Pleader88 Posted September 22, 2014 Author Posted September 22, 2014 I will continue to work with this. I strongly believe the condition exists which in essence removes the variable which leads one to believe that a form of Dark Energy exists. It is our nature to complicate things in order to do the un-natural, where nature tends to do the opposite in it's attempt to restore simplicity.
Mordred Posted October 8, 2014 Posted October 8, 2014 (edited) in some regards your diagram has some basis but not in the way you think. recessive velocity aka expansion is a distance dependant observation based on Hubbles law. the greater th distance the greater the recessive velocity. [latex]V_{recessive}=Hd[/latex] in other words past the Hubbles sphere you can have an apparent recessive velocity in excess of c, at the furthest reaches we have a recessive velocity of 3.1c. however this is due to the distance of measurement not on the actual rate of expansion per unit volume. expansion is homogeneous and isotropic its rate is approximately 67 km/s/Mpc. In other words if you measure that rate of expansion here at Earth to a nearby object, then teleport to the futhest reaches of our observable universe, re-measure the same distance you would get the same rate of expansion. ie from Earth measure 1 Mpc it will increase at 67 km/s then teleport to new location measure 1 Mpc your measure will be 67 km/s the difference in recessive velocity is your adding all the individual Mpc's up to the total distance so naturally the rate of recessive velocity will increase at an exponential rate. say you measure 10 Mpc well this is 67+67+67+67+67+67+67+67+67+67 km/s get the picture? its a common misconception thanks to pop media not looking or understanding the math. further details can be found here http://tangentspace.info/docs/horizon.pdf :Inflation and the Cosmological Horizon by Brian Powell keep in mind Hubble's constant is constant everywhere not gravitationally bound, at the same point in time only Edited October 8, 2014 by Mordred
Pleader88 Posted October 8, 2014 Author Posted October 8, 2014 Mordred, Read the article within the links that I've posted. The universe is not homogeneous and isotropic as you have described. It has a preferred axis of anisotropy.

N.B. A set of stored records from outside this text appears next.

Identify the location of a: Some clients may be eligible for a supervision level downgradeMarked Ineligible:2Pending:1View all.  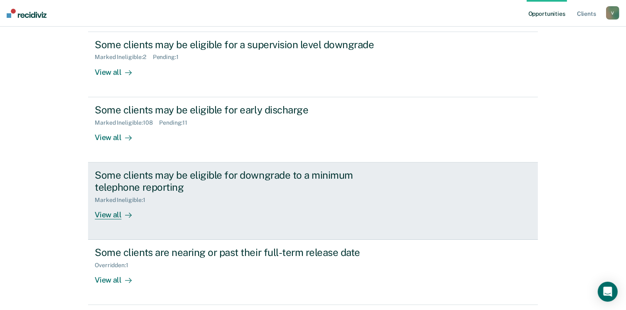
(313, 64).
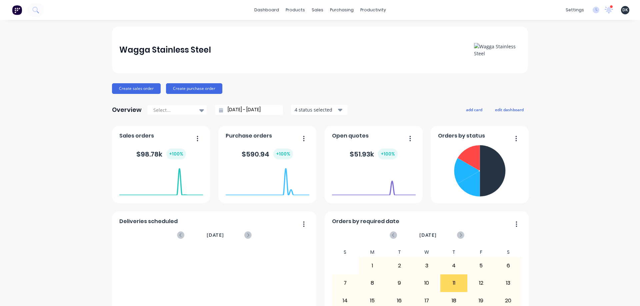 Image resolution: width=640 pixels, height=306 pixels. I want to click on div: 6, so click(509, 266).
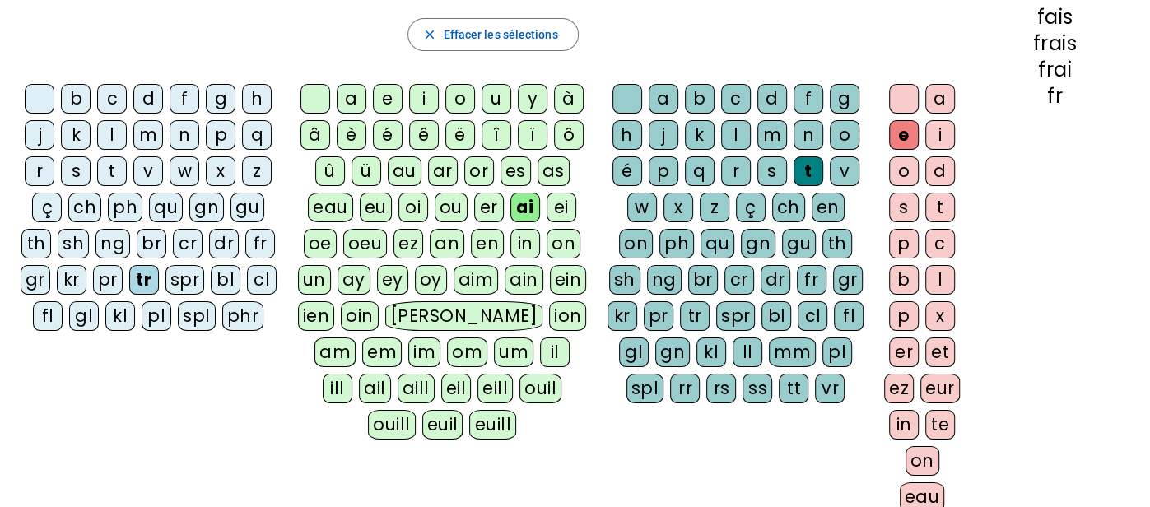 The width and height of the screenshot is (1150, 507). I want to click on div: ar, so click(443, 171).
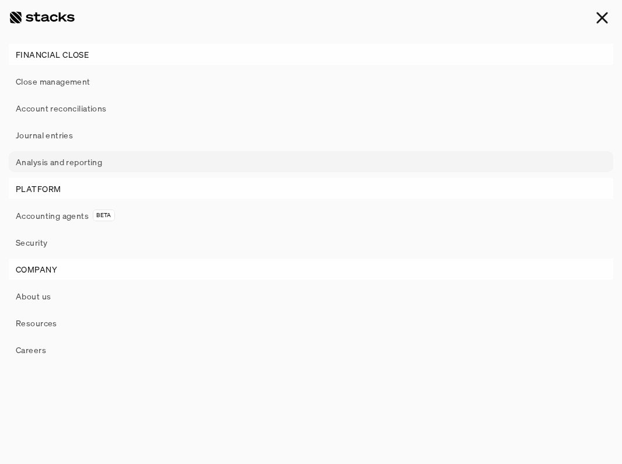  What do you see at coordinates (311, 162) in the screenshot?
I see `a: Analysis and reporting` at bounding box center [311, 162].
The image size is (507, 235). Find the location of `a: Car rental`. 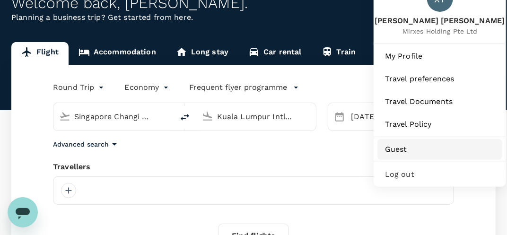

a: Car rental is located at coordinates (275, 53).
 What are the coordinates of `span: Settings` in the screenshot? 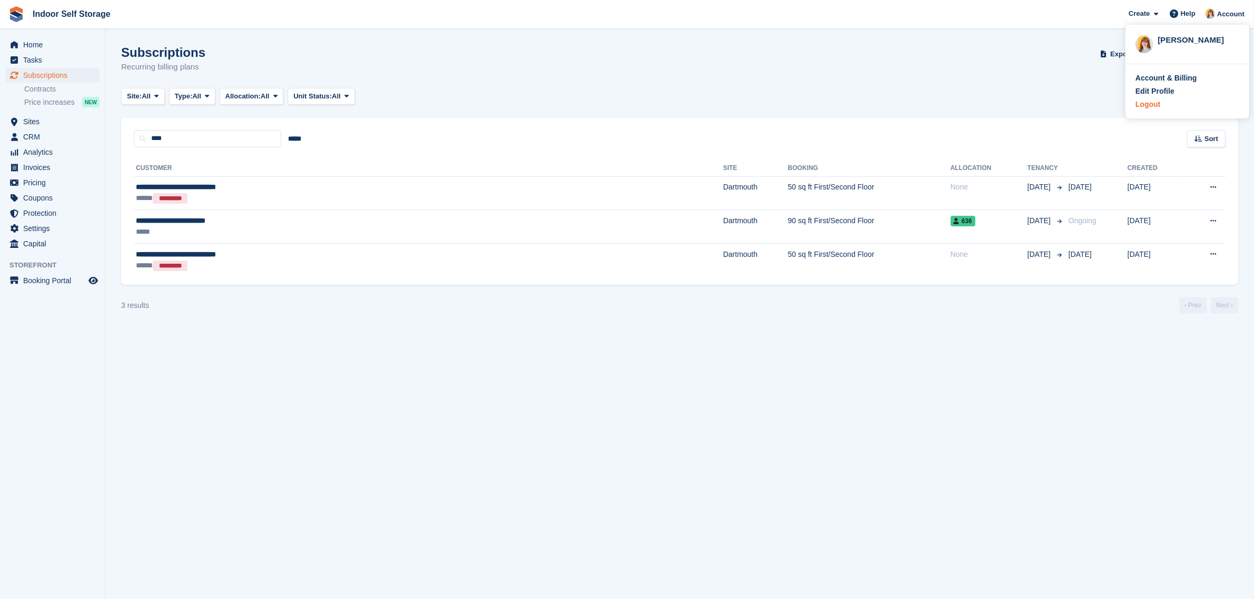 It's located at (55, 229).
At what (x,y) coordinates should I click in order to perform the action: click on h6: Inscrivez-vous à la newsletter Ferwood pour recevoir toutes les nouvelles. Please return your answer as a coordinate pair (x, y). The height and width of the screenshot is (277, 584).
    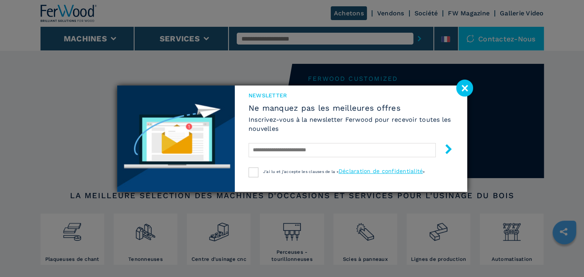
    Looking at the image, I should click on (351, 124).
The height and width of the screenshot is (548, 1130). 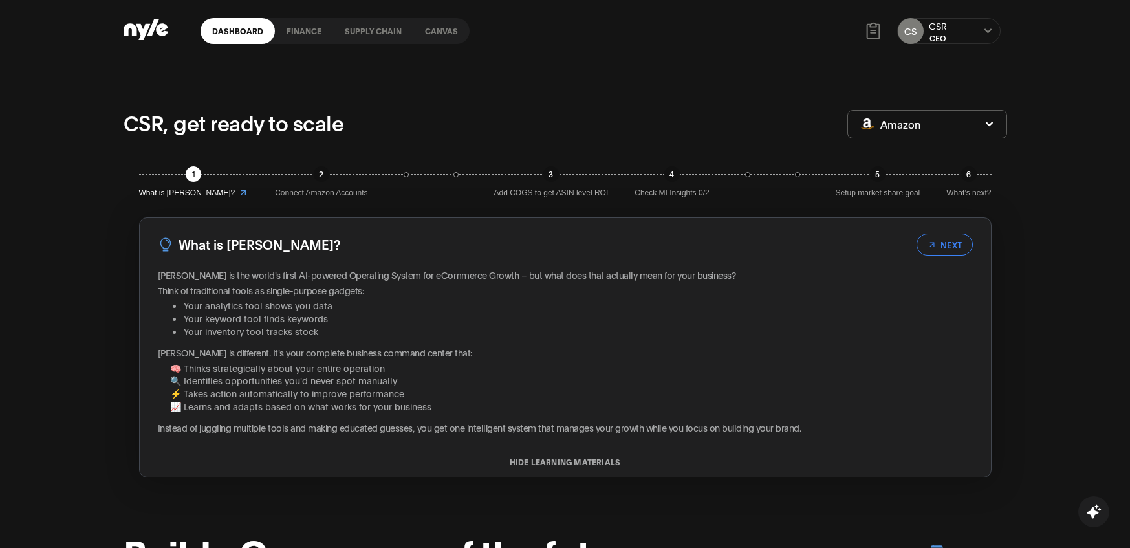 What do you see at coordinates (166, 245) in the screenshot?
I see `img: LightBulb` at bounding box center [166, 245].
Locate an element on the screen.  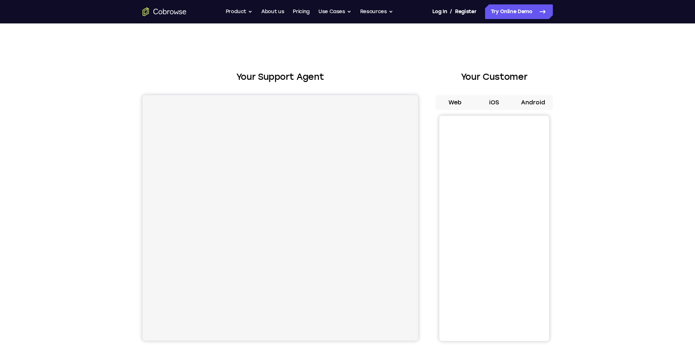
a: Go to the home page is located at coordinates (164, 12).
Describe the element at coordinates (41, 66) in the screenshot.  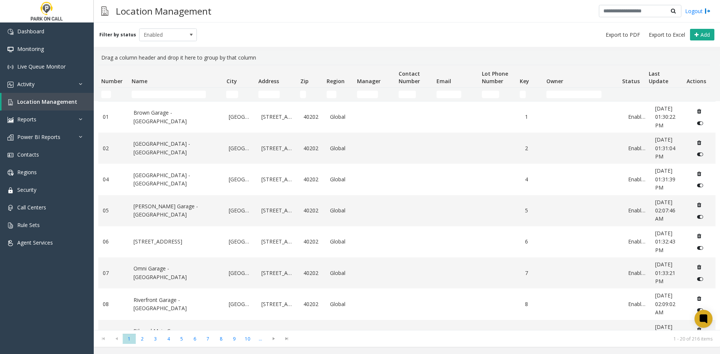
I see `span: Live Queue Monitor` at that location.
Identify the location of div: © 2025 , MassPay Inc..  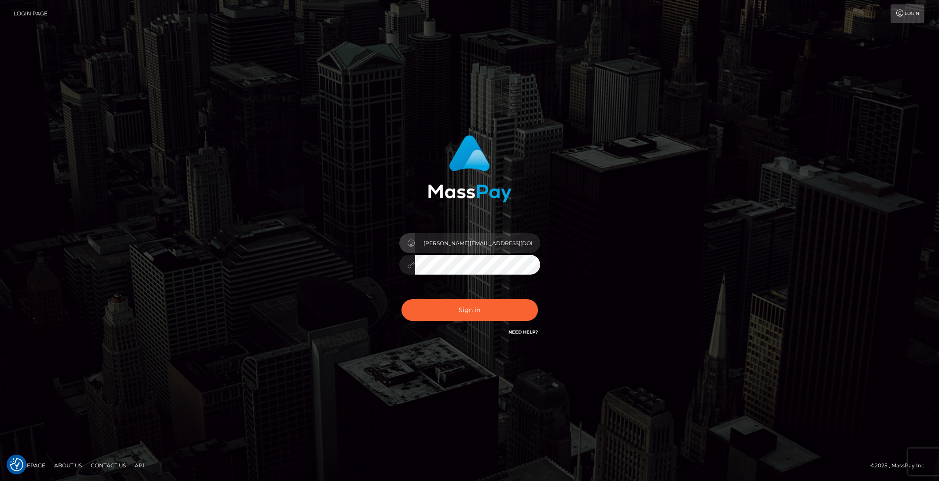
(901, 466).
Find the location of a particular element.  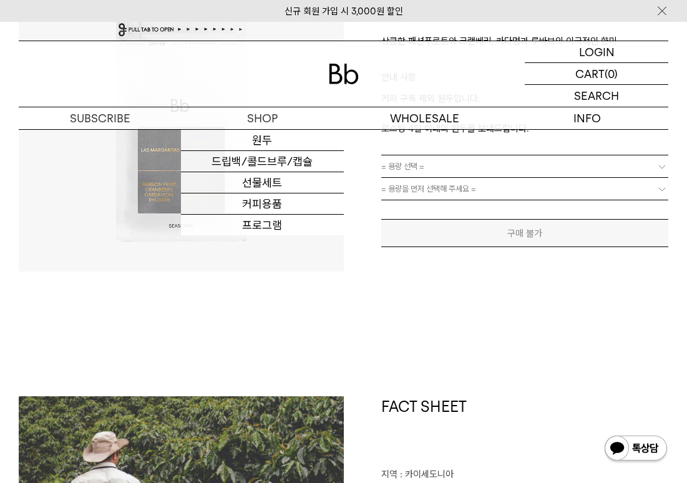

a: SHOP is located at coordinates (262, 118).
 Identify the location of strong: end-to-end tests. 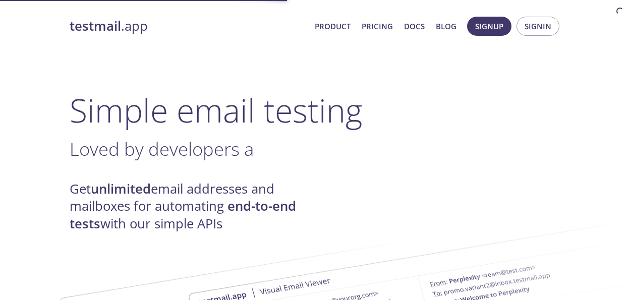
(183, 214).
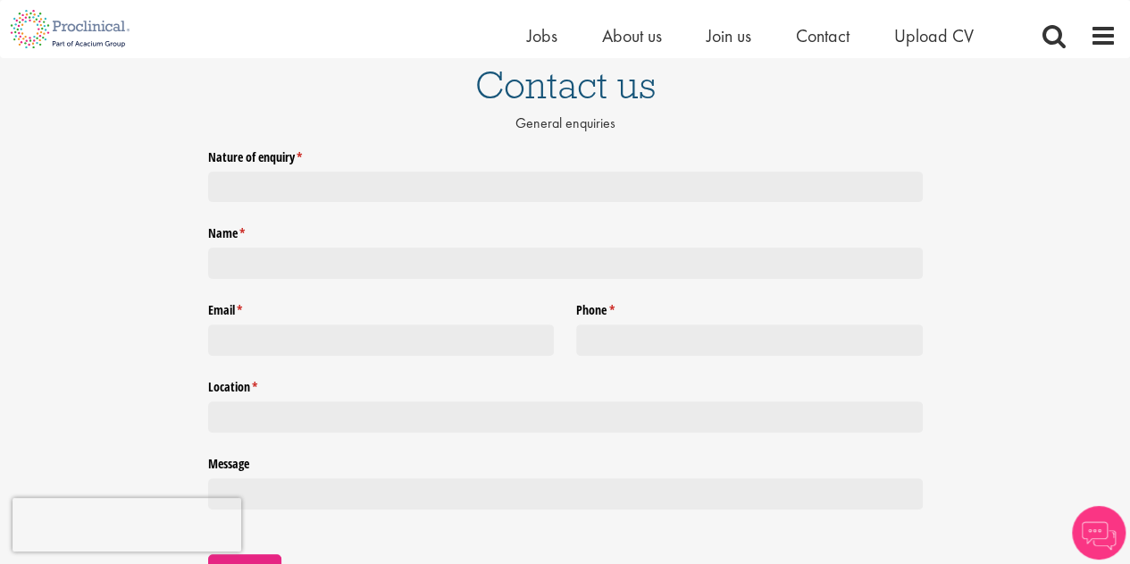  What do you see at coordinates (823, 36) in the screenshot?
I see `a: Contact` at bounding box center [823, 36].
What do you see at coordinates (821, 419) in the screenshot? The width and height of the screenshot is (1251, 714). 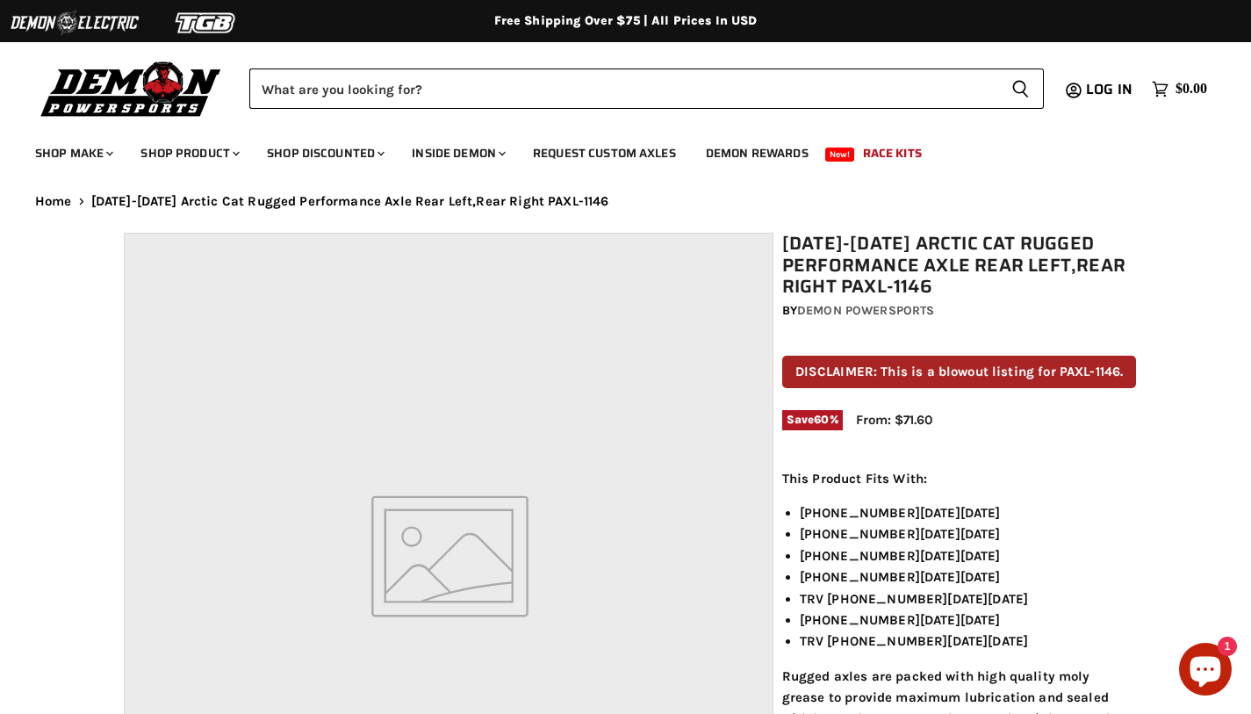 I see `span: 60` at bounding box center [821, 419].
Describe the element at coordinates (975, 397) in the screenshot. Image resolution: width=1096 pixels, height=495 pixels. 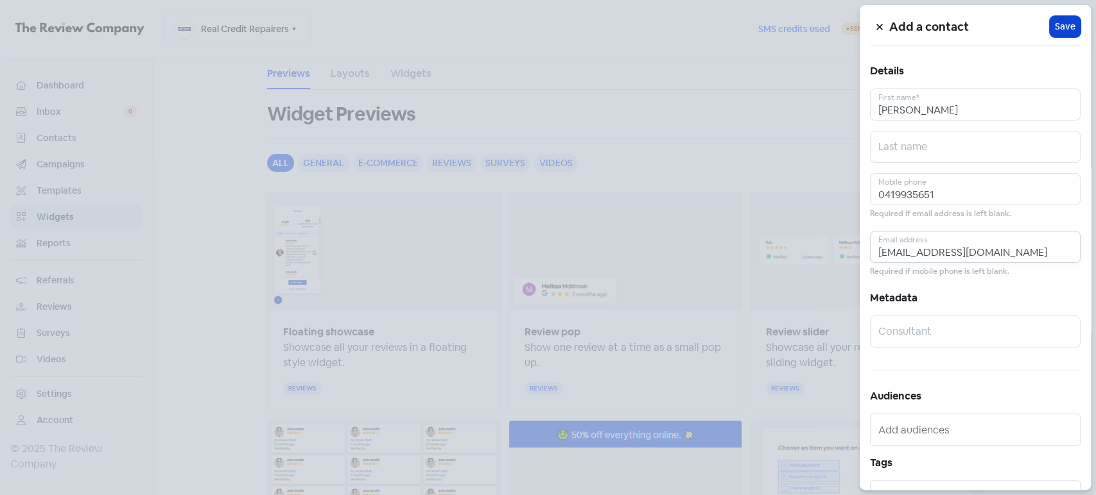
I see `h5: Audiences` at that location.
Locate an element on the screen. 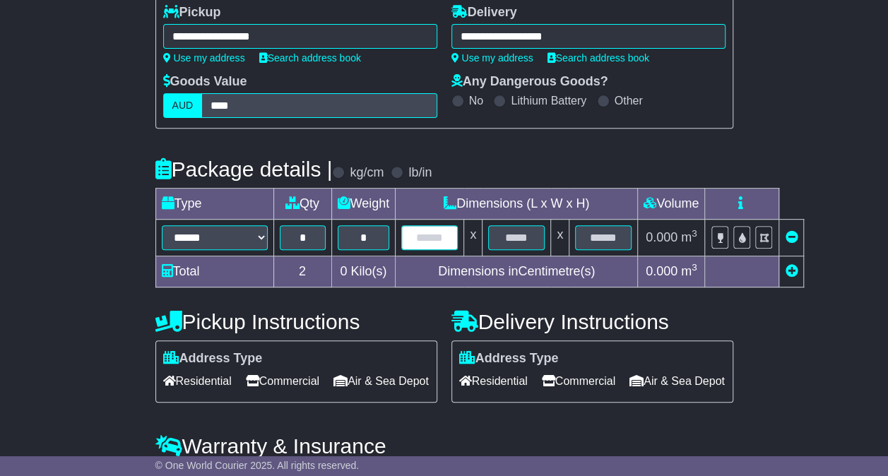 This screenshot has width=888, height=476. label: Other is located at coordinates (629, 100).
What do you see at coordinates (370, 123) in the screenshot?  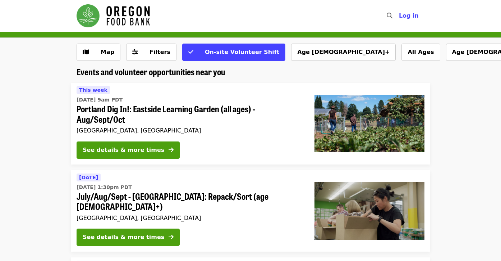 I see `img: Portland Dig In!: Eastside Learning Garden (all ages) - Aug/Sept/Oct organized by Oregon Food Bank` at bounding box center [370, 123].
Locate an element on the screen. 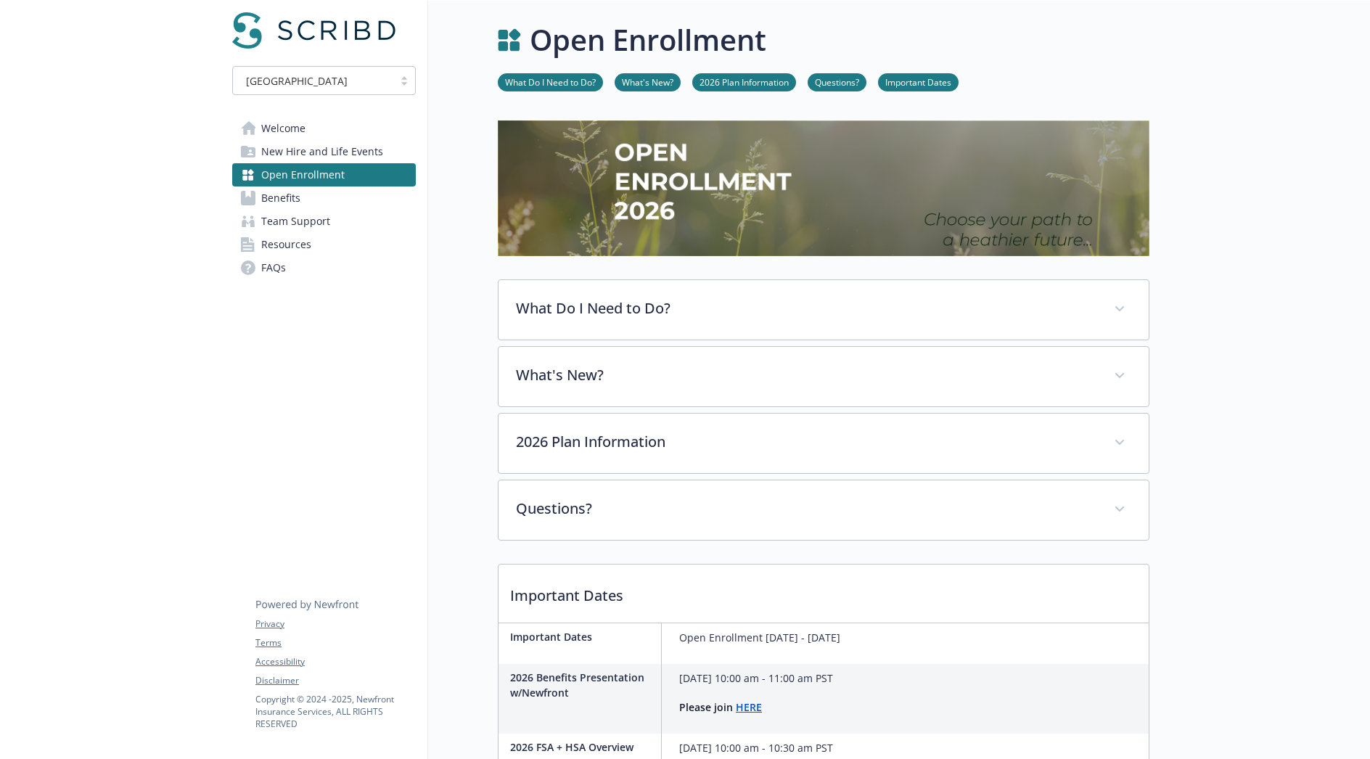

imatfaal Posted October 8, 2014 Posted October 8, 2014 Mordred - good to see you back Pleader88 - could you summarize the arguments of the paper which shows that the cosmological principle does not apply? We like members to be able to follow argument without going off site
Mordred Posted October 9, 2014 Posted October 9, 2014 (edited) Mordred, Read the article within the links that I've posted. The universe is not homogeneous and isotropic as you have described. It has a preferred axis of anisotropy. maybe your universe does but one of the strongest tenets of observations is that the universe is indeed homogeneous and isotropic at scales of 120Mpc. This is been a well documented and testable observation. More attempts and theories than I can name have tried to fight against this fact. However the PLANCK and WMAP data supports the homogeneous and isotropic universe. However this doesn't change the detail you missed. Recessive velocity is a distance dependant measurement. Yes there have been challenges to the homogeneous and isotropic universe, however in most cases its in regards to the scale of 120 Mpc or higher needed. A few years ago it was accepted to be 100 Mpc, now its more accepted as 120 Mpc. If you can supply peer reviewed and professional data that supports a preferred axis I would be more than happy to look at it. Until then, well lets just say your model will never match observation and therefore is not a practical model except to describe a toy universe expansion measurements show that if you take 3 or more galaxies they expand away from each other equally and away from each other without a change in angles, its pretty easy to measure a preferred direction, even in the slow rotating universe theory (Godel Universe) this however was shown to be inaccurate by observations. After years of studying cosmology I lost track of how many models have been discounted due to not being homogeneous and isotropic models. Both the Einstein field equations and the FLRW metric require the cosmological principle, in order to work the LCDM model is 100% compatible with both those metrics and they do indeed match observational data, this is constantly being retested and challenged, no attempts have thus far succeeded Edited October 9, 2014 by Mordred
Recommended Posts
Create an account or sign in to comment
You need to be a member in order to leave a comment
Create an account
Sign up for a new account in our community. It's easy!
Register a new accountSign in
Already have an account? Sign in here.